Investing in Intuition

It was a crisp day at the beginning of April. April 3rd to be exact. The sun was shining and students were walking all about the campus, half sheepishly, coffees in hand. During this time of year, there is a hurry to get the semester over with, combined with a renewed focus on studying for exams, finishing papers, and handing in the last slew of assignments. It was also the last seminar for one of my classes, Program Evaluation for Complex Interventions.

As a Master of Public Health graduate, I had always been interested in evaluation. For me, it was the art of getting to truly understand a program in order to leverage the science of evaluation to paint a picture of the program and its effects. In fact, while completing my MPH degree at Queen’s University, I opted to also tailor my practicum to the evaluation field. Now, as a first year PhD student sitting in another evaluation class, I started reflecting on what I had learned about evaluation over the last 3 months.

Throughout the course, there was this notion that struck me – good evaluators must learn how to also use their intuition. This is particularly important as most often evaluators are outsiders in a particular community, setting or context, called upon solely to perform the evaluation without having necessarily been involved in program planning and implementation stages. As an outsider who has been flown in to perform a particular task in a specified timeframe, it can be difficult to truly immerse yourself in the program in order to choose the best evaluation design. This is where you must partly rely on your intuition.

And so, as the last day of class was coming to an end, I was toying with the idea of whether intuition could be taught or whether it is an innate trait that you either have or don’t have. As the clock was striking noon, half an hour until class ended, I was curious to hear from my professor – his thoughts on whether intuition could be taught. I was particularly interested in his answer from his perspective as an experienced evaluator with many years of local and international experience. His answer surprised me.
“I do believe intuition can be taught and the way to do it is to get students to slow down.” That was it, the answer was that simple. Slow down and take the time to get to know yourself. Find new experiences, get outside, travel, reach out of your comfort zone and use those experiences to learn about and understand other people, new cultures, and acquire new knowledge. In evaluation, context matters. Broadening your perspective can increase your ability to understand the context into which the programs you will be evaluating are embedded in. This includes the geography, history, culture, political, social, and economic environment of the setting and the people who are stakeholders in the project. If you don’t understand the context, you don’t understand the program.

It is however becoming increasingly difficult to devote time to our own personal development. When deadlines are encroaching, papers need to be written, and assignments handed in, it can be difficult to still set aside time to work on your “intuition.” This is also something that should be further encouraged and facilitated by academic institutions. My evaluation class did just that. The class involved doing a Pecha Kucha presentation, a style of presentation that was initially invented in the architecture industry. Instead of a regular PowerPoint presentation with bullet points on a slide, you have 20 photographs that are shown for 20 seconds each. You have only 400 seconds to get your message across. This was tedious at the beginning while pondering what angle to take, but it had students telling stories, exposing the human side of why we do what we do. I learned more about my classmates in those 400 seconds than I had in the last 3 months of the entire semester. The class felt much more intimate in a way, after those presentations.

Spending time on building our intuition, or as I like to call it, our human side, is not a waste of time. Many of us are caught up chasing the promotion ladder, where before we know it we will be ready to burnout if we do not slow down. Engaging with our surroundings doesn’t have to mean going on lavish expensive trips to a new country – it means being present and aware of where you are in the world and exploring everything around you that you might sometimes take for granted. For me, going back to school to start my PhD was in a way, my commitment to personal development. In addition, I am making a much more conscious effort to engage with the world around me – whether it be attending the art gallery more often, writing blog posts, reading a new book or learning to cook with new ingredients. It doesn’t have to be extravagant, but it should occur regularly. Approaching our work and everything we do with a genuine interest in understanding others, their context and their motivations can be much more valuable than picking the best evaluation design. After all, if you don’t understand the people that are affected by the program you are evaluating, how can you pick the right design?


The problem:
Across the whole listing, find how many lines contain "bracket", then write that number and nothing else.
[Task data — start]
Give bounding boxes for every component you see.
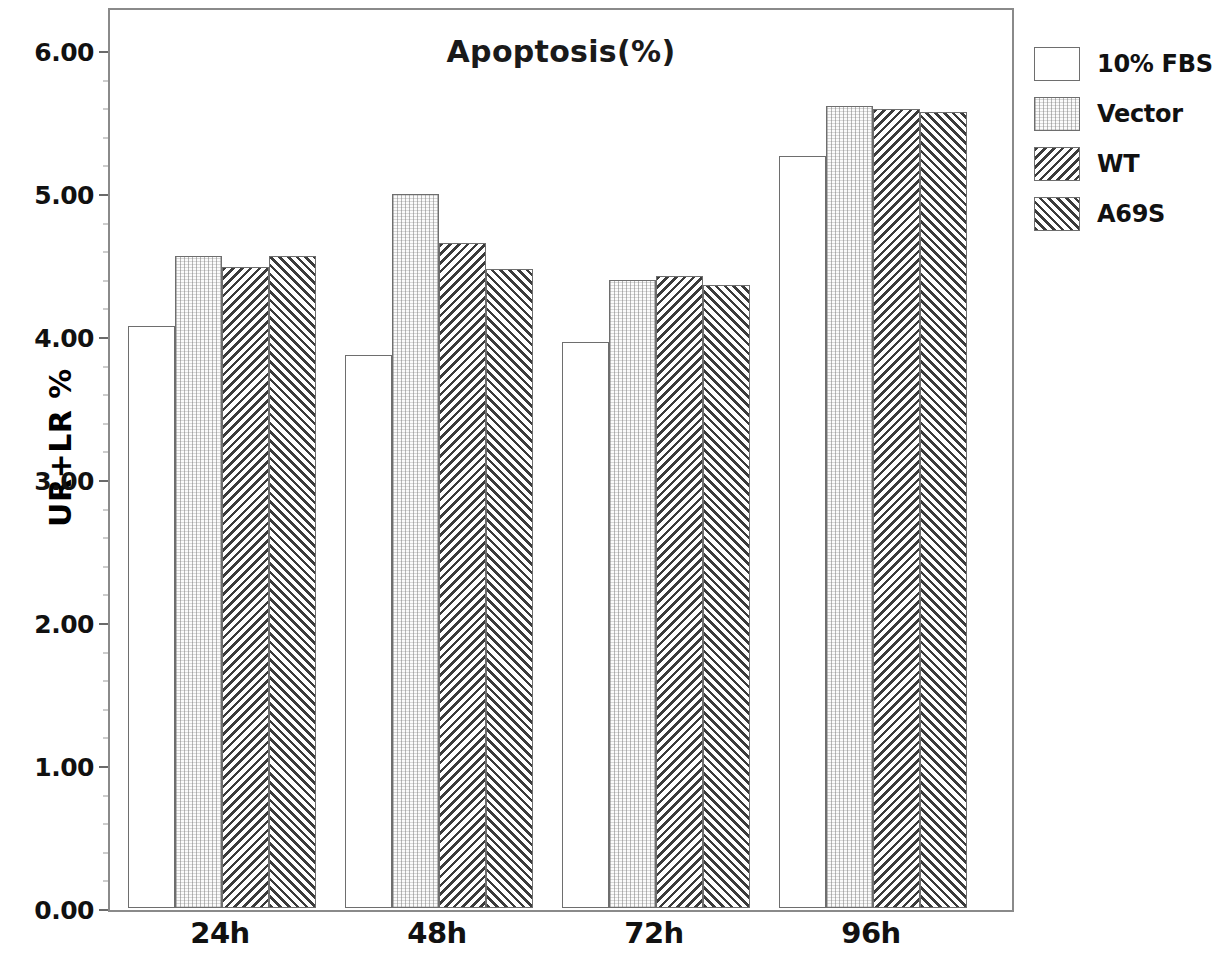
legend-item: WT <box>1034 140 1230 188</box>
legend-item: 10% FBS <box>1034 40 1230 88</box>
legend-item: Vector <box>1034 90 1230 138</box>
y-tick-label: 5.00 <box>34 181 94 210</box>
bar <box>703 285 750 908</box>
apoptosis-bar-chart: UR+LR % 0.001.002.003.004.005.006.00 Apo… <box>0 0 1232 960</box>
bar <box>609 280 656 908</box>
y-tick-label: 6.00 <box>34 38 94 67</box>
bar <box>562 342 609 908</box>
bar <box>392 194 439 908</box>
y-tick-label: 3.00 <box>34 467 94 496</box>
y-tick-mark <box>99 766 108 768</box>
y-tick-label: 1.00 <box>34 753 94 782</box>
bar-group <box>128 8 316 908</box>
y-tick-mark <box>99 337 108 339</box>
legend-label: WT <box>1097 150 1139 178</box>
legend-label: 10% FBS <box>1097 50 1213 78</box>
bar <box>175 256 222 908</box>
bar <box>269 256 316 908</box>
legend-label: Vector <box>1097 100 1183 128</box>
y-tick-label: 4.00 <box>34 324 94 353</box>
legend-item: A69S <box>1034 190 1230 238</box>
bar <box>345 355 392 908</box>
x-tick-label: 24h <box>190 916 250 950</box>
bar-group <box>779 8 967 908</box>
bar <box>779 156 826 908</box>
legend-label: A69S <box>1097 200 1165 228</box>
bar-group <box>345 8 533 908</box>
y-tick-mark <box>99 480 108 482</box>
bar <box>656 276 703 908</box>
bar <box>826 106 873 908</box>
y-tick-mark <box>99 909 108 911</box>
bar <box>920 112 967 909</box>
bar <box>873 109 920 908</box>
bar-group <box>562 8 750 908</box>
bar <box>222 267 269 908</box>
bar <box>439 243 486 908</box>
y-tick-mark <box>99 51 108 53</box>
y-tick-label: 2.00 <box>34 610 94 639</box>
x-tick-label: 72h <box>624 916 684 950</box>
y-tick-mark <box>99 623 108 625</box>
x-tick-label: 96h <box>841 916 901 950</box>
legend-swatch <box>1034 97 1080 131</box>
bars-layer <box>110 10 1012 910</box>
legend-swatch <box>1034 197 1080 231</box>
y-axis-ticks: 0.001.002.003.004.005.006.00 <box>0 0 108 960</box>
legend-swatch <box>1034 47 1080 81</box>
bar <box>486 269 533 908</box>
legend-swatch <box>1034 147 1080 181</box>
x-tick-label: 48h <box>407 916 467 950</box>
plot-area: Apoptosis(%) <box>108 8 1014 912</box>
x-axis-ticks: 24h48h72h96h <box>108 912 1014 960</box>
y-tick-label: 0.00 <box>34 896 94 925</box>
bar <box>128 326 175 908</box>
legend: 10% FBSVectorWTA69S <box>1034 40 1230 240</box>
y-tick-mark <box>99 194 108 196</box>
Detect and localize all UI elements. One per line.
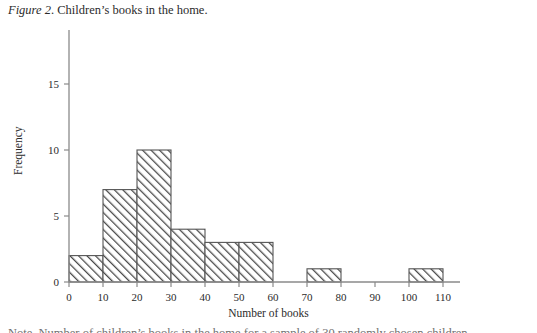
x-axis-tick-label: 30 bbox=[166, 292, 177, 303]
x-axis-tick-label: 70 bbox=[302, 292, 313, 303]
x-axis-tick-label: 40 bbox=[200, 292, 211, 303]
histogram-bar bbox=[307, 269, 341, 282]
x-axis-tick-label: 60 bbox=[268, 292, 279, 303]
y-axis-tick-label: 5 bbox=[35, 211, 59, 222]
y-axis-tick-label: 15 bbox=[35, 79, 59, 90]
bars-group bbox=[69, 150, 443, 282]
x-axis-tick-label: 50 bbox=[234, 292, 245, 303]
x-axis-tick-label: 20 bbox=[132, 292, 143, 303]
histogram-bar bbox=[205, 242, 239, 282]
x-axis-tick-label: 0 bbox=[66, 292, 72, 303]
x-axis-tick-label: 110 bbox=[435, 292, 451, 303]
histogram-plot: 0510150102030405060708090100110 Frequenc… bbox=[0, 0, 537, 333]
y-axis-title: Frequency bbox=[12, 126, 24, 175]
histogram-svg bbox=[0, 0, 537, 333]
histogram-bar bbox=[69, 256, 103, 282]
x-axis-tick-label: 100 bbox=[401, 292, 418, 303]
x-axis-title: Number of books bbox=[0, 307, 537, 320]
histogram-bar bbox=[409, 269, 443, 282]
x-axis-tick-label: 80 bbox=[336, 292, 347, 303]
x-axis-tick-label: 90 bbox=[370, 292, 381, 303]
x-axis-tick-label: 10 bbox=[98, 292, 109, 303]
histogram-bar bbox=[137, 150, 171, 282]
figure-footnote: Note. Number of children’s books in the … bbox=[8, 325, 529, 333]
histogram-bar bbox=[171, 229, 205, 282]
histogram-bar bbox=[239, 242, 273, 282]
y-axis-tick-label: 0 bbox=[35, 277, 59, 288]
histogram-bar bbox=[103, 190, 137, 282]
y-axis-tick-label: 10 bbox=[35, 145, 59, 156]
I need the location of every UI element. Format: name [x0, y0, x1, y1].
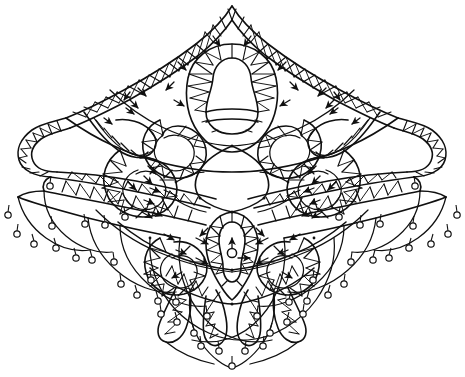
direction-arrow — [290, 82, 298, 90]
direction-arrow — [130, 100, 138, 108]
lace-diagram-canvas: Bobbin lace working diagram Symmetric ta… — [0, 0, 465, 377]
mid-left-rosette — [102, 150, 177, 218]
direction-arrow — [172, 272, 182, 278]
direction-arrow — [328, 182, 336, 190]
direction-arrow — [174, 100, 184, 106]
direction-arrow — [282, 272, 292, 278]
direction-arrow — [352, 118, 360, 124]
direction-arrow — [128, 182, 136, 190]
mid-right-rosette — [287, 150, 362, 218]
lace-drawing — [0, 0, 465, 377]
direction-arrow — [166, 82, 174, 90]
joining-ring-marker — [227, 248, 236, 257]
sewing-ring-icon — [227, 248, 236, 257]
direction-arrow — [326, 100, 334, 108]
upper-inner-tape-ring — [66, 90, 398, 172]
direction-arrow — [104, 118, 112, 124]
direction-arrow — [280, 100, 290, 106]
center-diamond-void — [176, 146, 288, 212]
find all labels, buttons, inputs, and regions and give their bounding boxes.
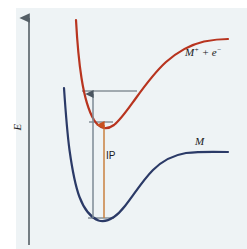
curve-label-cation: M+ + e−	[184, 46, 222, 58]
y-axis-label: E	[11, 123, 23, 131]
curve-cation-plus-electron	[76, 20, 228, 128]
figure-container: E IP M+ + e− M	[0, 0, 247, 249]
curve-label-cation-mid: + e	[199, 46, 217, 58]
potential-energy-diagram: E IP M+ + e− M	[0, 0, 247, 249]
curve-label-neutral: M	[194, 135, 205, 147]
curve-label-cation-sup-minus: −	[217, 46, 222, 54]
ip-label: IP	[106, 150, 116, 161]
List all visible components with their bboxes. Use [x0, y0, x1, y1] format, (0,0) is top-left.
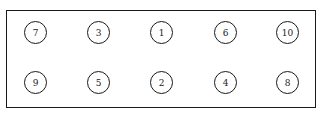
position-node: 9	[24, 71, 47, 94]
position-node: 3	[87, 21, 110, 44]
position-node: 2	[150, 71, 173, 94]
position-node: 4	[214, 71, 237, 94]
position-node: 10	[276, 21, 299, 44]
position-node: 8	[276, 71, 299, 94]
position-node: 5	[87, 71, 110, 94]
position-node: 7	[24, 21, 47, 44]
position-node: 6	[214, 21, 237, 44]
position-node: 1	[150, 21, 173, 44]
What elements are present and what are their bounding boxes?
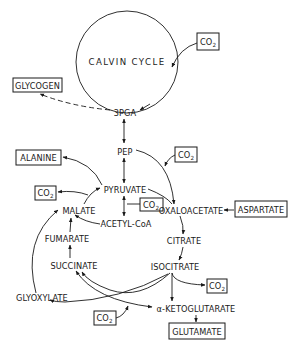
co2-box-malic: CO2 (35, 186, 56, 200)
svg-text:ALANINE: ALANINE (20, 153, 57, 163)
node-succinate: SUCCINATE (50, 261, 97, 271)
glycogen-box: GLYCOGEN (13, 78, 62, 92)
node-oxaloacetate: OXALOACETATE (159, 206, 224, 216)
node-citrate: CITRATE (167, 236, 201, 246)
aspartate-box: ASPARTATE (235, 201, 287, 217)
acetylcoa-to-malate-arrow (75, 215, 100, 224)
isocitrate-co2-arrow (172, 273, 205, 285)
pep-to-oxaloacetate-arrow (136, 150, 174, 204)
oxaloacetate-to-citrate-arrow (180, 216, 183, 234)
ketoglutarate-succinate-arrow (76, 271, 152, 307)
metabolic-pathway-diagram: CALVIN CYCLE CO2 GLYCOGEN 3PGA PEP CO2 P… (0, 0, 303, 358)
node-glyoxylate: GLYOXYLATE (16, 293, 68, 303)
calvin-to-3pga-arrow (140, 104, 150, 110)
node-ketoglutarate: α-KETOGLUTARATE (157, 304, 236, 314)
kgdh-co2-arrow (116, 306, 128, 318)
svg-text:GLYCOGEN: GLYCOGEN (15, 81, 60, 91)
node-3pga: 3PGA (114, 108, 137, 118)
node-fumarate: FUMARATE (45, 234, 90, 244)
malate-to-pyruvate-arrow (84, 188, 100, 204)
alanine-box: ALANINE (16, 150, 61, 165)
node-pyruvate: PYRUVATE (104, 185, 146, 195)
3pga-to-glycogen-arrow (40, 94, 110, 110)
co2-box-idh: CO2 (207, 279, 227, 293)
co2-box-calvin: CO2 (197, 33, 219, 50)
svg-text:GLUTAMATE: GLUTAMATE (172, 327, 222, 337)
node-malate: MALATE (62, 206, 95, 216)
node-pep: PEP (117, 147, 132, 157)
co2-box-pep: CO2 (175, 147, 197, 162)
co2-box-kgdh: CO2 (94, 311, 116, 325)
co2-to-pep-carboxylation-arrow (165, 155, 175, 166)
svg-text:ASPARTATE: ASPARTATE (238, 205, 284, 215)
calvin-cycle-label: CALVIN CYCLE (89, 57, 166, 67)
malate-decarboxylation-co2-arrow (58, 191, 88, 195)
pyruvate-to-alanine-arrow (63, 157, 102, 185)
fumarate-to-malate-arrow (70, 218, 71, 232)
node-acetyl-coa: ACETYL-CoA (100, 219, 151, 229)
node-isocitrate: ISOCITRATE (151, 262, 200, 272)
glutamate-box: GLUTAMATE (169, 323, 225, 339)
citrate-to-isocitrate-arrow (179, 247, 183, 260)
glyoxylate-to-malate-arrow (32, 210, 58, 293)
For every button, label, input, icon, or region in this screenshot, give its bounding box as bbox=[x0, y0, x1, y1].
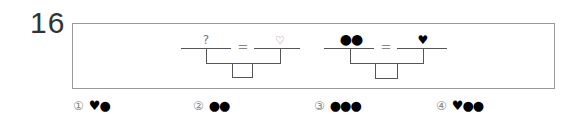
outline-heart-icon: ♡ bbox=[270, 35, 290, 47]
choice-value: ♥● bbox=[89, 98, 110, 113]
choice-value: ●●● bbox=[330, 98, 361, 113]
right-bracket-l bbox=[350, 48, 351, 63]
choice-number: ② bbox=[193, 99, 204, 113]
right-answer-box bbox=[375, 63, 398, 79]
question-mark: ? bbox=[196, 34, 216, 46]
right-top-line-1 bbox=[324, 48, 374, 49]
choice-number: ④ bbox=[436, 99, 447, 113]
two-dots-icon: ●● bbox=[336, 33, 366, 45]
filled-heart-icon: ♥ bbox=[413, 34, 433, 46]
right-top-line-2 bbox=[397, 48, 447, 49]
left-answer-box bbox=[232, 63, 253, 78]
choice-value: ♥●● bbox=[452, 98, 483, 113]
question-number: 16 bbox=[30, 6, 65, 40]
equals-sign: = bbox=[376, 41, 396, 53]
choice-4[interactable]: ④ ♥●● bbox=[436, 98, 483, 113]
choice-1[interactable]: ① ♥● bbox=[73, 98, 110, 113]
right-bracket-r bbox=[423, 48, 424, 63]
diagram-box bbox=[72, 23, 555, 89]
left-top-line-2 bbox=[254, 48, 300, 49]
left-bracket-l bbox=[206, 48, 207, 63]
left-bracket-r bbox=[280, 48, 281, 63]
equals-sign: = bbox=[233, 41, 253, 53]
choice-3[interactable]: ③ ●●● bbox=[314, 98, 361, 113]
choice-number: ① bbox=[73, 99, 84, 113]
choice-number: ③ bbox=[314, 99, 325, 113]
choice-2[interactable]: ② ●● bbox=[193, 98, 229, 113]
choice-value: ●● bbox=[209, 98, 230, 113]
[Task data — finish]
Response for this exercise:
4